It pains me to say so, but the ninth novel from Maine’s Nicholson Baker is exactly the kind of hollow fuck-fest his other sex books were once decried as back in the ’90s. The thing is, 1994’s The Fermata also brilliantly explored the ever-permeable boundary between dreams and reality. Vox, from ’92 (a copy of which Monica Lewinsky later gave to President Clinton), was equally concerned with the logistics of phone-sex hot lines. In House of Holes, however, Baker is concerned solely with the act itself. And there are only so many money shots a reader can take.

What passes for a plot is dozens of one-note escapades involving the titular house, a magic all-sex-all-the-time resort that’s accessible only by staring into a circular opening: clothes dryers, drinking straws, and even the tip of a male urethra can get the job done. Once in the House of Holes every sexual fantasy imaginable is within reach, and standard nightclub rules apply. Men have to pay an arm and a leg (sometimes literally). Women get in free.

It’s immediately apparent that Baker has abandoned the intricate, musical prose of his earlier novels. The sentences here are simple and utilitarian. Among the few elements left over from Vox and The Fermata are the euphemisms for various sex acts and parts. For instance? Well… Don’t say you weren’t warned. A penis is a “thundertube of dickmeat”, a “ham steak of a Dr. Dick”, and a “Malcolm Gladwell”. A vagina is “a simmering chickenshack” with “frilly doilies of labial flesh.” One woman instructs the circle of men masturbating above her, “Jerk it out! Ice my cake, dickboys! I want to feel like a breakfast pastry!”

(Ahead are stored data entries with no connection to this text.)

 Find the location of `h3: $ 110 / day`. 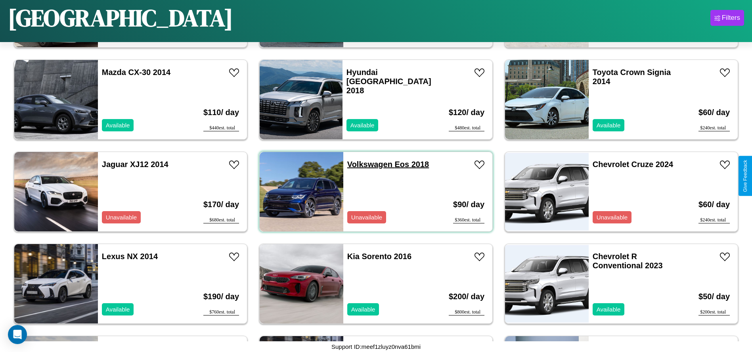

h3: $ 110 / day is located at coordinates (221, 112).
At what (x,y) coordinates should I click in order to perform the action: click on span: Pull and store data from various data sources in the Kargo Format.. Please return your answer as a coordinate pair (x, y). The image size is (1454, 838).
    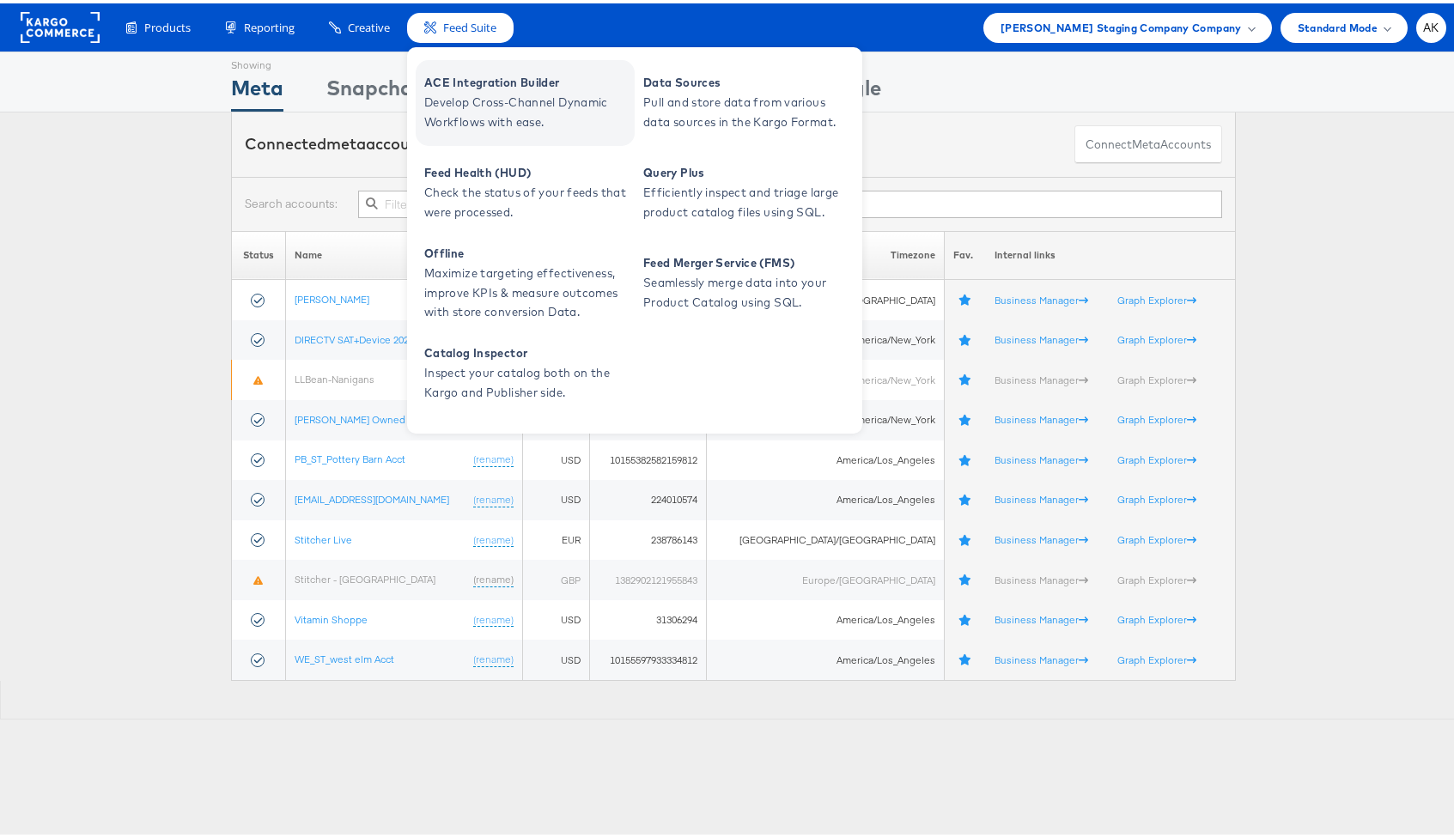
    Looking at the image, I should click on (746, 109).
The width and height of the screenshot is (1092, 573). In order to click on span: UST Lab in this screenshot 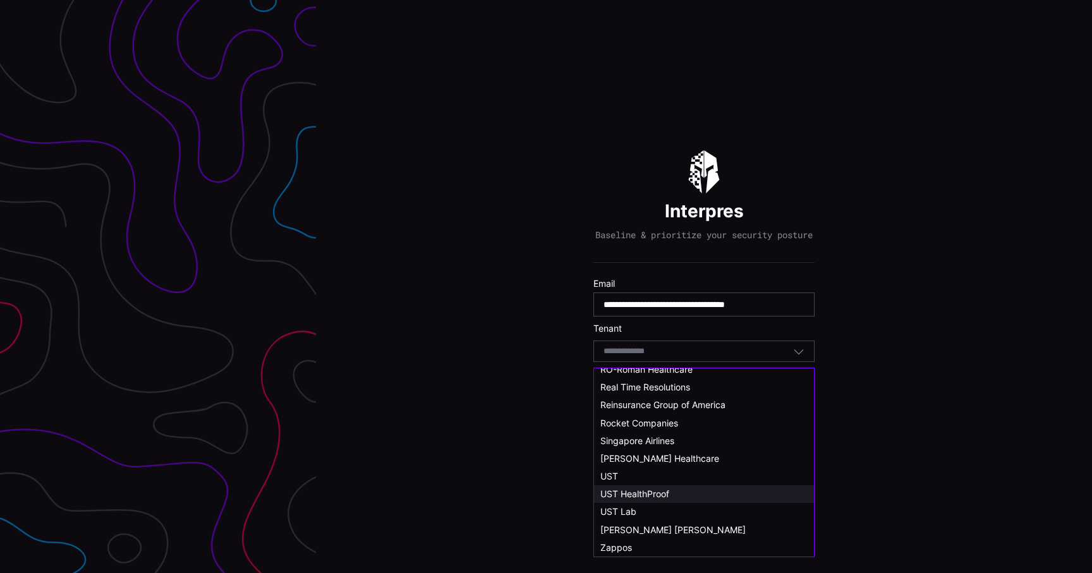, I will do `click(618, 511)`.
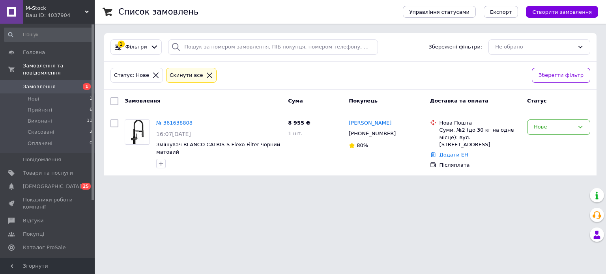  I want to click on div: Ваш ID: 4037904, so click(60, 15).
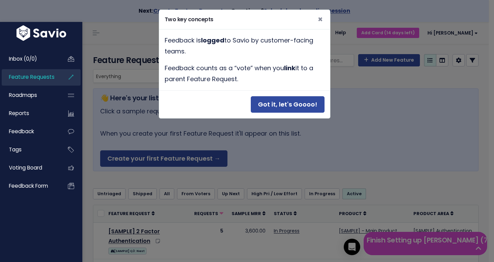 The width and height of the screenshot is (494, 262). What do you see at coordinates (189, 20) in the screenshot?
I see `h5: Two key concepts` at bounding box center [189, 20].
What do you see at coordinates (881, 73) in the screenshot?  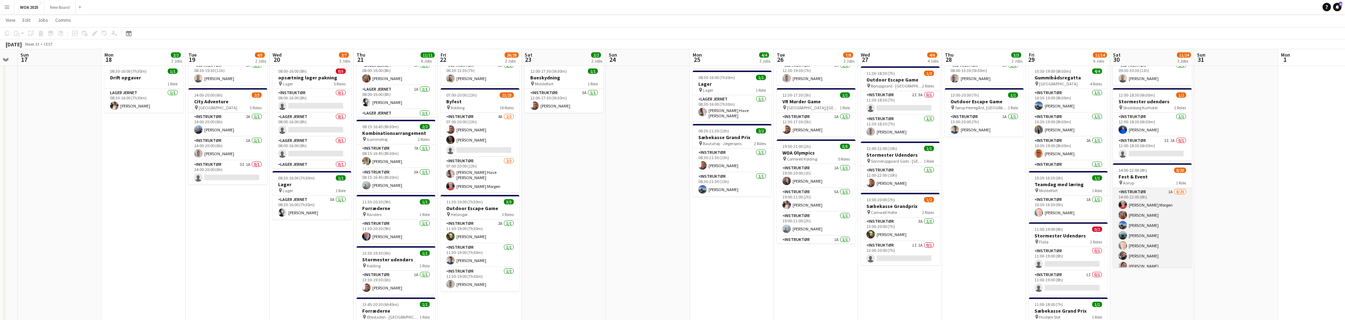 I see `span: 11:30-18:30 (7h)` at bounding box center [881, 73].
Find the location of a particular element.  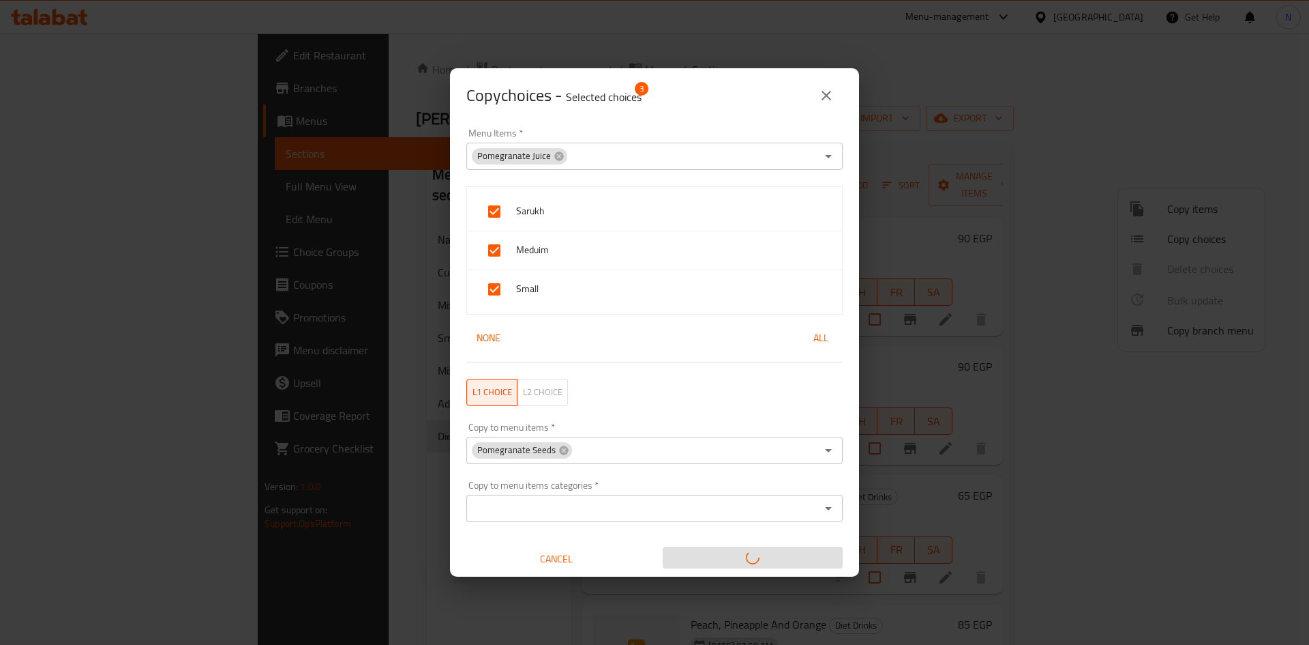

button: Cancel is located at coordinates (557, 559).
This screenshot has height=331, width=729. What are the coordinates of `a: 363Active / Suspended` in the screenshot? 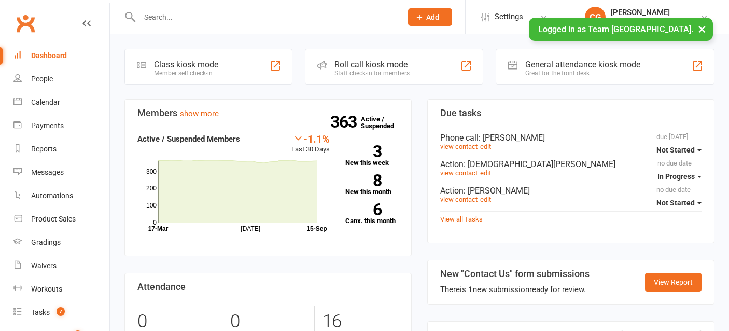 It's located at (383, 122).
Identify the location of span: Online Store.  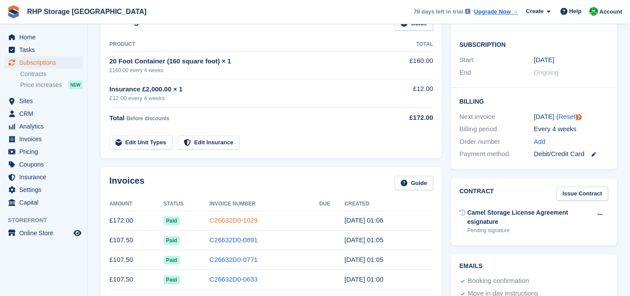
(46, 233).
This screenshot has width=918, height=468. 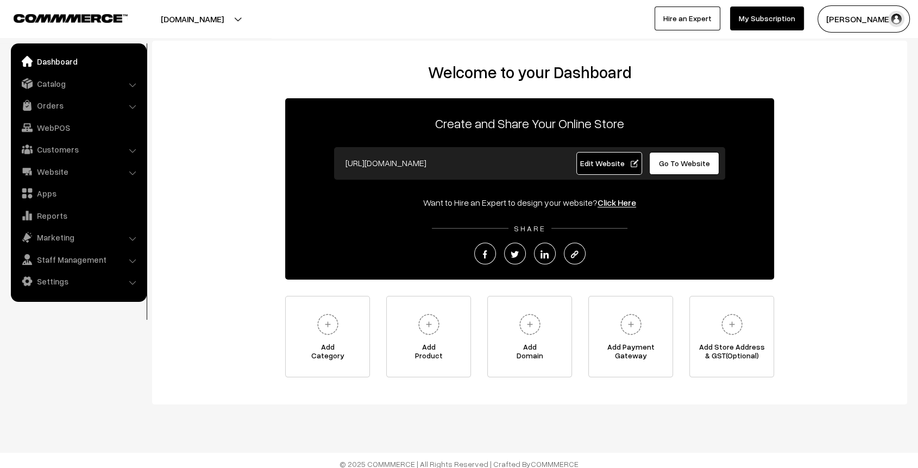 What do you see at coordinates (530, 354) in the screenshot?
I see `span: Add Domain` at bounding box center [530, 354].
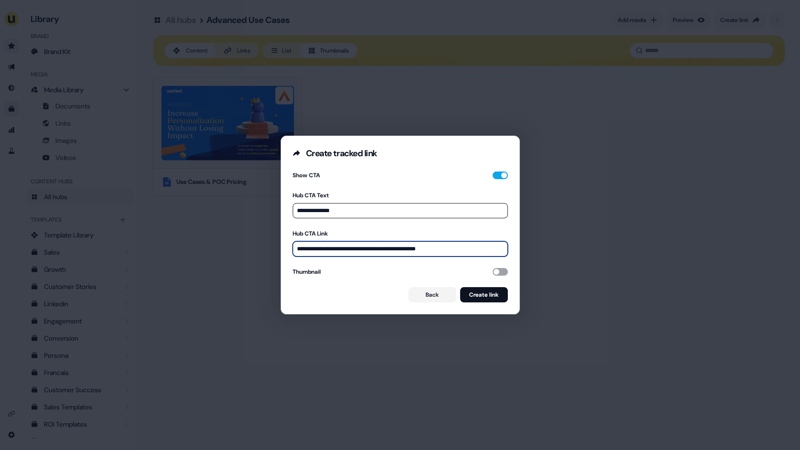 This screenshot has height=450, width=800. What do you see at coordinates (400, 234) in the screenshot?
I see `label: Hub CTA Link` at bounding box center [400, 234].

It should be said that Baker’s general sense of openness and merriment with sex is still intact, and still just as preferable to the icy, fear-based alternative. But, man, House of Holes is a disaster. One of the reasons those other novels work so well is because they keenly understand the function of foreplay—narrative, as well as the other kind. Here, every three-page chapter ends with at least one explosive orgasm. The momentum never even gets started; feel free to insert your own premature-ejaculation joke.

Hopefully, this is just a lark on Baker’s part, and his intellectual rigour will return next time intact. Until then, he really needs to stop all this fucking around.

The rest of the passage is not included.